Monday, Oct. 04, 1993

Death By Fire and Water

By SOPHFRONIA SCOTT GREGORY

The train was 34 minutes late, timing that in the end proved fatal. At 2:50 a.m. Amtrak's Sunset Limited reached the wood-and-steel span over Big Bayou Canot in Alabama. It had crossed the bridge dozens of times since its Los Angeles-to-Miami route was inaugurated in April. And so, with 210 people on board, it came confidently down the tracks -- and into the worst accident in Amtrak's 23-year history.

Apparently, just minutes before, the tugboat MV Mauvilla had had an encounter with the same bridge. Pushing a tow of six barges strapped together, the ship had taken a wrong turn on the Mobile river and strayed into the bayou. In the fog and darkness, however, the barges became unlashed and began drifting. According to expert speculation last week, they may have hit the bridge, which was too low to let them pass. Someone on the tugboat radioed the Coast Guard for help. By then, however, the Sunset Limited roared into sight -- and plunged straight into disaster. The bridge gave way, and three locomotives and four cars careered into the alligator-infested swamp waters.

"It's real bad here," the tugboat pilot said in a frantic radio message. "There's a train that ran off the track into the water, and there's lots of people that need help, and there's a fire. Hurry and get out here, Coast Guard. I'm going to try to help some of them." Four other cars remained on the bridge, including one that dangled precariously over the edge.

Meanwhile, the passengers in the water struggled to escape from drowning and burning. George Simpson, 73, and his wife Carole, 56, were returning home to Gulf Breeze, Florida, from California on the Sunset Limited when the disaster struck. "Things were exploding all around us," says Carole. "If a spark had gotten near us, there was nothing we could have done to put it out."
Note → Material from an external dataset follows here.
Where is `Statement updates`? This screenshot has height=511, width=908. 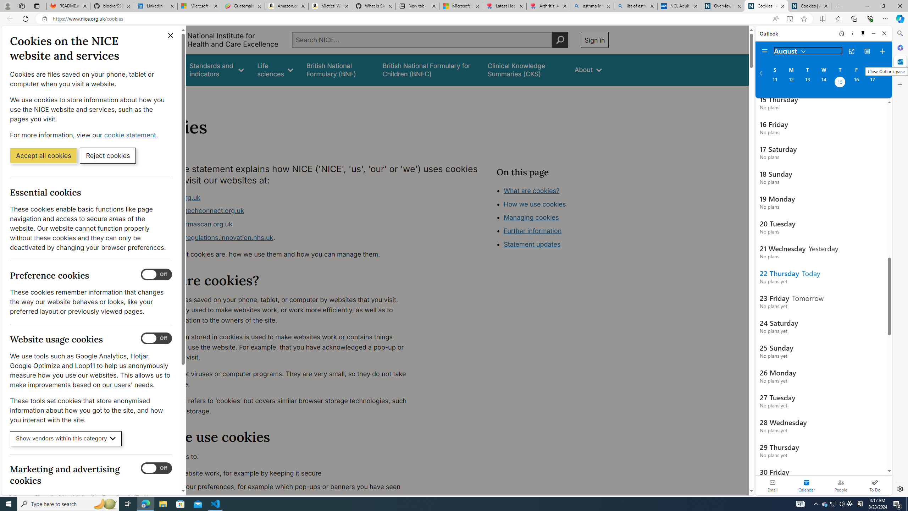
Statement updates is located at coordinates (532, 244).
The final death toll stood at 47. Not until Friday afternoon could rescuers retrieve the bodies of three crew members who had been trapped inside the lead locomotive, buried in 15 feet of mud. Miraculously, some passengers managed to escape even from a car totally submerged in the bayou. Bill Crosson, 57, had grabbed his wife Vivian, 52, holding her down so she wouldn't be thrown about as the train fell into the swamp. Water then came rushing in. "It just filled so quickly," he says. "All I could think about was 'we're goners.' " But the couple found an air pocket that gave them time enough to find an escape route. The Crossons had felt others around them "pushing and pulling" to get out the same way. Many, the Crossons remember, acted heroically. A conductor urged people to swim to shore, lighting and pointing the way with a flashlight. Others supported and saved those who could not swim. Two young men used a long board to help the Crossons and others make it to shore. It was only later that the Crossons discovered that just a handful of people from the submerged car had made it out alive. The rest had no time to save themselves. Says Brad Dicks, another survivor: "Death rolled in with the water."